Due to the salient features of edge learning (notably,FL),such as the non independent and identically distributed (i.i.d) dataset and a dynamic communication environment,device scheduling and resource allocation should be accounted for in designing distributed model training algorithms.To this end,the second paper“Scheduling Policies for Federated Learning in Wireless Networks:An Overview”by SHI et al.provides a comprehensive survey of existing scheduling policies of FL in wireless networks and also points out a few promising relevant future directions.The third paper“Joint User Selection and Resource Allocation for Fast Federated Edge Learning”by JIANG et al.presents a new policy for joint user selection and communication resource allocation to accelerate the training task and improve the learning efficiency.

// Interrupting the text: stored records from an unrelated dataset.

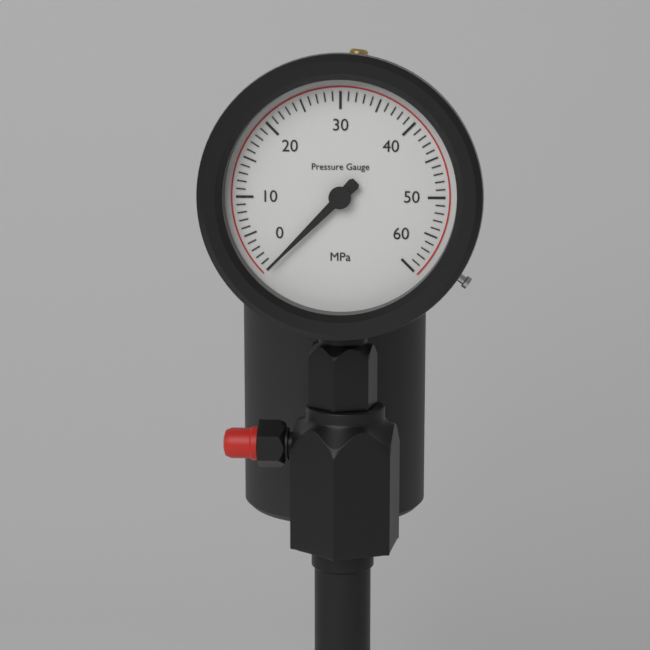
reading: 0 MPa
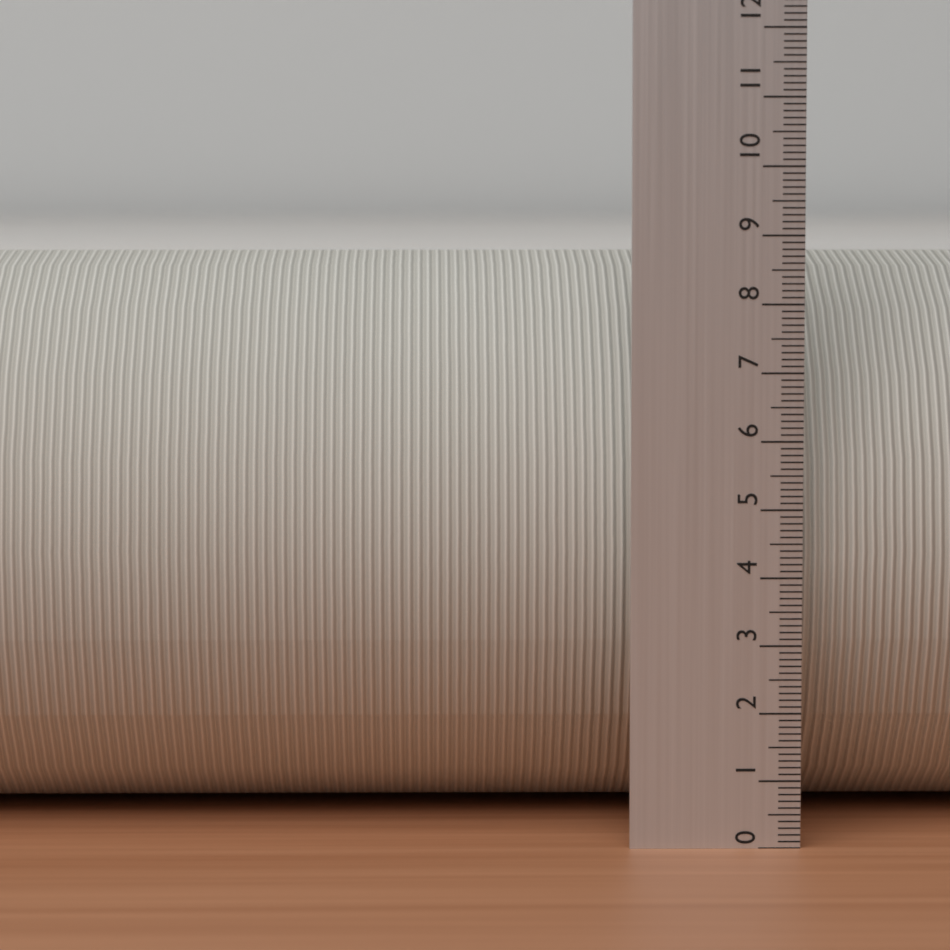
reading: 8.7 (no unit)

Edge learning includes both edge training and edge inference.Due to the stringent latency requirements,edge inference is particularly bottlenecked by the limited computation and communication resources at the network edge.The fourth paper“Communication-Efficient Edge AI Inference over Wireless Networks”by YANG et al.identifies two communication-efficient architectures for edge inference,namely,ondevice distributed inference and in-edge cooperative inference,thereby achieving low latency and high energy efficiency.The fifth paper“Knowledge Distillation for Mobile Edge Computation Offloading”by CHEN et al.introduces a new computation offloading framework based on deep imitation learning and knowledge distillation that assists end devices to quickly make fine-grained offloading decisions so as to minimize the end-to-end task inference latency in MEC networks.By considering edge inference in MEC-enabled UAV systems,the last paper“Joint Placement and Resource Allocation for UAV-Assisted Mobile Edge Computing Networks with URLLC”by ZHANG et al.jointly optimizes the UAV's placement location and transmitting power to facilitate ultrareliable and low-latency round-trip communication from sensors to UAV servers to actuators.
We hope that the aforementioned six papers published in this special issue stimulate new ideas and innovations from both the academia and industry to advance this exciting area of edge learning.